Samuel Campbell knows hunters. He's lived his entire life among them. He can slip into their society like nobody's business, despite being dead for three decades. He can still patiently listen to their gossip and pick out the truth behind the stories.
He should have asked about the Winchesters – not Sam and Dean, not Campbells because blood or not they're not his grandsons – a long time ago. But he hadn't thought to. Sam was his reanimated corpse in crime, in the same baffling circumstances as Samuel himself; Dean was nothing but a worn-down hunter who was probably never as good as Sam claimed him to be.
After three months, Samuel should have known that Sam is always right – especially about Dean. But now that Samuel's seen Dean for the threat he truly is, and finally acknowledged that soul or not Sam will always, always follow Dean over him, intel on the Winchesters becomes priority number one. Better late than never, Samuel figures. Maybe he can reconstruct the story of the Winchesters retroactively, understand his lately expired self-proclaimed enemy.
And it's not because of the shiver down his spine, the itch of the hunted between his shoulder blades, not because of Dean's last promise. It's not, Dean is dead.
The first thing he realizes is that almost nobody truly knows the Winchesters. After experiencing first-hand their suicidal, against-all-odds plans, it does not come as a surprise. Even hunters think they're too dangerous to be around; the Winchesters have been relegated to the outskirts of Hunter society. Which, in a way, makes Samuel's job easier. Stories of the Winchesters come just as easy as stories about the monsters they hunt. Nobody knows them personally, nobody withholds information in the interests of keeping them safe.
There is a group, however, that finger their guns with weary eyes and murmur about Roy and Walt.
Roy and Walt? Samuel asks.
Yeah. Those two dumb fucks that went after Winchester for starting the apocalypse. The hunters shake their heads, not even bothering to distinguish which Winchester. They killed 'em both, but the fuckers got recognized. So when the Winchesters came back – and nobody questions that, because as one man mutters, they're less than hunters now, embroiled in the wars and politics of the things they're supposed to be hunting, treating them like equals instead of a plague to be exterminated – Roy and Walt ended up dead.
Samuel buys the men drinks, claps them on the back and makes a weak excuse to slip out of the bar. He ignores the way they seem to stare as his quivering hand knowingly, forcefully bites his lip to avoid itching at that place between his shoulder blades that feels like it's on fire.
He staggers to his car, starts the ignition, and starts driving to lose himself.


● **Required action**:
Leave out any picture and return the remaining listing below exactly as given.

*** Available data ***

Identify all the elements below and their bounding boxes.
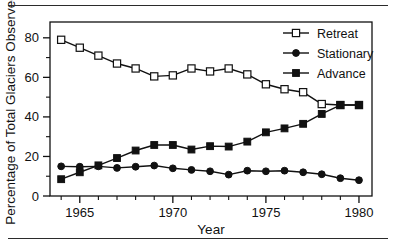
bottom-rule [8,238,388,239]
data-point-advance [318,111,325,118]
data-point-stationary [281,167,288,174]
data-point-stationary [244,167,251,174]
y-tick-label: 40 [25,109,39,124]
data-point-stationary [169,165,176,172]
data-point-retreat [169,72,176,79]
data-point-advance [132,147,139,154]
data-point-advance [58,176,65,183]
data-point-advance [337,102,344,109]
legend-label-retreat: Retreat [317,27,359,41]
data-point-retreat [132,65,139,72]
data-point-advance [244,138,251,145]
legend-marker-stationary [293,50,300,57]
data-point-advance [151,142,158,149]
data-point-stationary [58,163,65,170]
y-tick-label: 60 [25,70,39,85]
data-point-advance [300,120,307,127]
data-point-advance [95,162,102,169]
data-point-stationary [207,168,214,175]
y-tick-label: 20 [25,149,39,164]
data-point-advance [169,142,176,149]
data-point-stationary [263,168,270,175]
data-point-stationary [337,175,344,182]
x-tick-label: 1965 [65,205,94,220]
line-chart: 1965197019751980020406080YearPercentage … [0,0,396,245]
data-point-stationary [188,167,195,174]
data-point-retreat [206,68,213,75]
data-point-advance [76,169,83,176]
data-point-retreat [318,100,325,107]
data-point-advance [281,125,288,132]
data-point-retreat [76,44,83,51]
figure-container: 1965197019751980020406080YearPercentage … [0,0,396,245]
legend-marker-advance [293,70,300,77]
data-point-retreat [95,52,102,59]
legend-label-advance: Advance [317,67,366,81]
data-point-retreat [188,65,195,72]
data-point-retreat [225,65,232,72]
data-point-retreat [300,89,307,96]
data-point-advance [188,146,195,153]
data-point-retreat [58,36,65,43]
data-point-retreat [262,81,269,88]
data-point-retreat [244,71,251,78]
x-tick-label: 1970 [158,205,187,220]
x-axis-title: Year [197,222,225,237]
data-point-stationary [225,171,232,178]
data-point-retreat [281,86,288,93]
data-point-advance [225,143,232,150]
legend-marker-retreat [292,29,299,36]
data-point-stationary [356,177,363,184]
x-tick-label: 1975 [251,205,280,220]
data-point-stationary [151,162,158,169]
legend-label-stationary: Stationary [317,47,374,61]
y-tick-label: 80 [25,30,39,45]
data-point-stationary [114,165,121,172]
data-point-stationary [318,171,325,178]
data-point-stationary [132,163,139,170]
top-rule [8,5,388,6]
x-tick-label: 1980 [345,205,374,220]
data-point-advance [263,129,270,136]
data-point-advance [356,102,363,109]
data-point-advance [207,143,214,150]
data-point-retreat [151,73,158,80]
y-axis-title: Percentage of Total Glaciers Observed [3,0,18,225]
data-point-advance [114,155,121,162]
y-tick-label: 0 [32,189,39,204]
data-point-stationary [300,169,307,176]
data-point-retreat [113,60,120,67]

*** End of Available data ***

● **Response to this task**:
Identify all the elements below and their bounding boxes.
bottom-rule [8,238,388,239]
data-point-advance [318,111,325,118]
data-point-stationary [281,167,288,174]
data-point-stationary [244,167,251,174]
y-tick-label: 40 [25,109,39,124]
data-point-stationary [169,165,176,172]
data-point-retreat [169,72,176,79]
data-point-advance [132,147,139,154]
data-point-advance [58,176,65,183]
data-point-advance [337,102,344,109]
legend-label-retreat: Retreat [317,27,359,41]
data-point-retreat [132,65,139,72]
data-point-advance [244,138,251,145]
legend-marker-stationary [293,50,300,57]
data-point-advance [151,142,158,149]
data-point-stationary [58,163,65,170]
y-tick-label: 60 [25,70,39,85]
data-point-advance [300,120,307,127]
data-point-advance [95,162,102,169]
data-point-stationary [207,168,214,175]
y-tick-label: 20 [25,149,39,164]
data-point-advance [169,142,176,149]
data-point-stationary [263,168,270,175]
data-point-stationary [337,175,344,182]
x-tick-label: 1965 [65,205,94,220]
line-chart: 1965197019751980020406080YearPercentage … [0,0,396,245]
data-point-stationary [188,167,195,174]
data-point-retreat [206,68,213,75]
data-point-advance [76,169,83,176]
data-point-retreat [318,100,325,107]
data-point-advance [281,125,288,132]
data-point-retreat [76,44,83,51]
figure-container: 1965197019751980020406080YearPercentage … [0,0,396,245]
legend-marker-advance [293,70,300,77]
data-point-retreat [95,52,102,59]
legend-label-advance: Advance [317,67,366,81]
data-point-retreat [188,65,195,72]
data-point-retreat [225,65,232,72]
data-point-retreat [300,89,307,96]
data-point-advance [188,146,195,153]
data-point-retreat [58,36,65,43]
data-point-retreat [262,81,269,88]
data-point-retreat [244,71,251,78]
x-tick-label: 1970 [158,205,187,220]
x-axis-title: Year [197,222,225,237]
data-point-stationary [225,171,232,178]
data-point-retreat [281,86,288,93]
data-point-advance [225,143,232,150]
legend-marker-retreat [292,29,299,36]
data-point-stationary [356,177,363,184]
x-tick-label: 1975 [251,205,280,220]
data-point-stationary [151,162,158,169]
legend-label-stationary: Stationary [317,47,374,61]
y-tick-label: 80 [25,30,39,45]
data-point-stationary [114,165,121,172]
data-point-stationary [318,171,325,178]
data-point-stationary [132,163,139,170]
top-rule [8,5,388,6]
x-tick-label: 1980 [345,205,374,220]
data-point-advance [263,129,270,136]
data-point-advance [356,102,363,109]
data-point-advance [207,143,214,150]
data-point-retreat [151,73,158,80]
y-axis-title: Percentage of Total Glaciers Observed [3,0,18,225]
data-point-advance [114,155,121,162]
y-tick-label: 0 [32,189,39,204]
data-point-stationary [300,169,307,176]
data-point-retreat [113,60,120,67]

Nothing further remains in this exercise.